Human frailties can also be a great source of inspiration whether you are painting or writing.  What are you learning from the people in your life?  How are you applying these lessons to your art?




Creative Practice


Take 10 minutes everyday and write or paint something that you normally don't write or paint.  Take your subject from what is around you.  Maybe it is a dandelion, or a squirrel, or an oak tree, or even a spider.  Or take something you normally write or paint and change your perspective.



About the Poet




Masakoa Shiki (Tsunenori), considered one of four great Japanese poets, was born into a samurai family of modest means in the castle town of Matsuyama on the island of Shikoku.  His father, Tsuneanao, was an alcoholic who died when Shiki was five years old.  His mother was the daughter of a Confucian scholar who became Shiki's first teacher.  She was forced to teach sewing to support her family.  At 15, Shiki became involved in the Freedom and People's Rights Movement and became interested in being a politician.  He moved to Tokyo in 1883 to live with an uncle. While in Tokyo, he discovered baseball and enjoyed playing.  He entered the Imperial University in 1890 where he studied literature and eventually concentrated on haiku.

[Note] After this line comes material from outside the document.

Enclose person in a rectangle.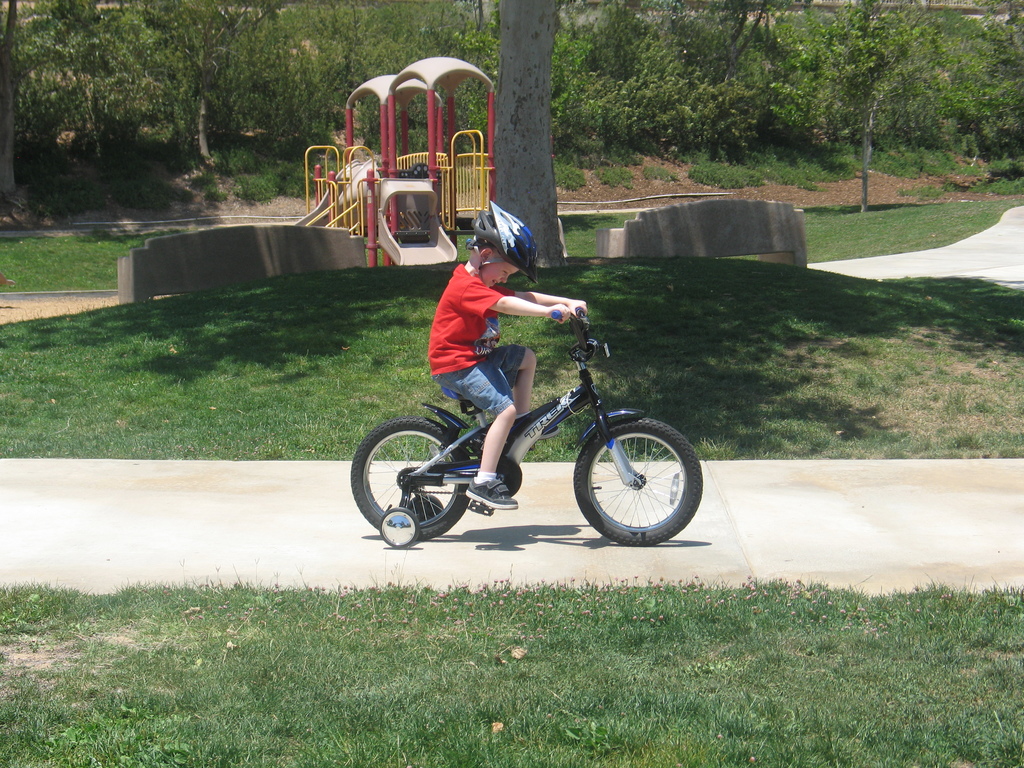
396:220:557:467.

When Shiki was 22, he began coughing up blood and adopted the pen name, "Shiki," the name of a bird that according to legend coughed up blood as it sang.  He dropped out of the university and began working as haiku editor for a newspaper, Nippon.  Shiki suffered fro tuberculosis the last 14 years of his life.  He went to China in 1895 as a war correspondent in the First Sino-Japanese war.  Living in filthy conditions in China, Shiki grew worse.  He became bedridden in 1897.  The illness worsened in 1901 and he began using morphine as a painkiller.  He died of TB in 1902 at the age of 35.  


Haiku by Shiki


spring rain:

browsing under an umbrella

at the picture-book store


a look backward

at the person who went by —

misted out


the nettle nuts are falling . . .

the little girls next door

don't visit me these days


ways of the world,

may he never know them,

the toad


lifting my head,

I look now and then —

the garden clover


to awaken

the hot-water bottle, barely

warm


how much longer

is my life?

a brief night . . .


a barrel full of phlegm —

even loofah water

will not avail me now


Biography  & Haiku Sources:

Beichman, Janine. Masaoka Shiki. Twayne Publishers (Boston). 1982.

Hoffmann, Yoel. Japanese Death Poems. Tuttle Publishing (Boston). 1986.

Isaacson, Harold J. Peonies Kana. Theatre Arts Books (New York). 1972.

http://en.wikipedia.org/wiki/Masaoka_Shiki




Quote Source:

Beichman, Janine. Masaoka Shiki. Twayne Publishers (Boston). 1982.